The conference center messenger handed her an envelope made of thick, expensive-looking paper. Her name was written on it in a rather bold, all-capital hand.
She opened it and read the contents.
Wednesday, 7 p.m.—So pleased you decided to come. Boat has been refitted, just finished giving it a test in the open sea. Arrive whenever you like tomorrow.
He included a map and an address. The house was on the coast south of town. Apparently the home even had a name: Summerset House. She assumed Von Krebs had translated the name from Finnish for her.

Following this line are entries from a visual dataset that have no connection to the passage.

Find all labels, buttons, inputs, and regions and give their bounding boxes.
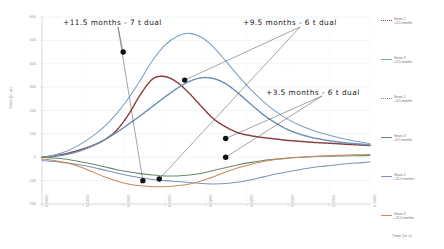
axis-lines xyxy=(40,17,370,207)
legend-swatch-icon xyxy=(381,98,392,99)
marker-dot-5 xyxy=(223,155,228,160)
legend-label: Strain-1+3.5 months xyxy=(394,95,412,104)
legend-item-3[interactable]: Strain-3+9.5 months xyxy=(381,134,444,150)
marker-dot-1 xyxy=(120,49,125,54)
annotation-label-0: +11.5 months - 7 t dual xyxy=(63,18,162,27)
legend-label: Strain-2+3.5 months xyxy=(394,17,412,26)
legend-label: Strain-2+11.5 months xyxy=(394,173,414,182)
legend-item-1[interactable]: Strain-3+3.5 months xyxy=(381,56,444,72)
chart-figure: Strain (in µε) Time (in s) 6005004003002… xyxy=(0,0,444,249)
legend-label-line2: +3.5 months xyxy=(394,99,412,103)
plot-area xyxy=(0,0,444,249)
legend-swatch-icon xyxy=(381,215,392,216)
legend-label: Strain-3+11.5 months xyxy=(394,212,414,221)
legend-label: Strain-3+3.5 months xyxy=(394,56,412,65)
legend-swatch-icon xyxy=(381,59,392,60)
legend-label-line2: +11.5 months xyxy=(394,216,414,220)
legend-item-0[interactable]: Strain-2+3.5 months xyxy=(381,17,444,33)
marker-dot-0 xyxy=(140,178,145,183)
legend-swatch-icon xyxy=(381,20,392,21)
annotation-label-1: +9.5 months - 6 t dual xyxy=(243,18,337,27)
legend-label: Strain-3+9.5 months xyxy=(394,134,412,143)
legend-label-line2: +9.5 months xyxy=(394,138,412,142)
legend-swatch-icon xyxy=(381,137,392,138)
annotation-markers xyxy=(120,49,228,183)
marker-dot-3 xyxy=(182,77,187,82)
marker-dot-2 xyxy=(157,176,162,181)
legend-item-4[interactable]: Strain-2+11.5 months xyxy=(381,173,444,189)
legend-swatch-icon xyxy=(381,176,392,177)
legend-label-line2: +3.5 months xyxy=(394,60,412,64)
legend-item-2[interactable]: Strain-1+3.5 months xyxy=(381,95,444,111)
legend-label-line2: +11.5 months xyxy=(394,177,414,181)
marker-dot-4 xyxy=(223,136,228,141)
legend-label-line2: +3.5 months xyxy=(394,21,412,25)
annotation-label-2: +3.5 months - 6 t dual xyxy=(266,88,360,97)
legend-item-5[interactable]: Strain-3+11.5 months xyxy=(381,212,444,228)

She’d kept up with her laundry, so she had plenty of clean clothes. She spent an extra half hour in the tub, enjoying having the hotel room to herself.
The next day she took one of the city bikes out to the house. It was only a dozen kilometers outside of town, and her legs enjoyed the exercise.
The houses on this part of the coast road were discreetly hidden by trees at the end of long driveways. A few of the driveways were closed by new growth or gates.
Summerset House on the gulf was low and lean, architecturally fashioned like a glass sandwich between thin roof and foundation. She recognized the style by now as exaggeratedly Scandinavian.
Apart from a few walls and a white brick fireplace, you could see right through most of the house on the ground floor. The angle didn’t reveal whether the same was true on the small second floor, sitting like a pillbox atop the house, with its own rooftop garden.
It was surrounded by a sort of patio made of smoothed river stones. The well-tended look to the house and grounds whispered discreet wealth.
She’d been kind of hoping for a cute little A-frame lodge. She’d seen a few along the coast that looked cozy, the perfect place to return to after enjoying a day in the gloriously invigorating summer sun of the far north. This house looked more like it was waiting for the photographer from Architectural Digest—yes, she’d glanced through old copies a few times in her travels, though the super-glossy pages made for unsanitary wiping.
Of course, she didn’t know what she’d get with Von Krebs. There was a kind of phoniness about him. He put on lordly airs, as if he were a colossus astride the world, when he actually was just a good Baltic sailor who knew a lot of people on the various old Hanseatic coasts. She’d been half expecting a shack with old bedding stuffed in the holes to keep out the wind, half expecting a towering manor house made of dark volcanic rock. Either seemed to be possible with him.
Instead, the clean-lined, sprawling little house exhibited a refined sensibility. There wouldn’t be any silly little brightly colored gnome or troll statues of the style she’d seen decorating the doorsteps and lawns of the ordinary people of this part of the coast. Which was too bad; she’d have been much more at home with those sorts of people.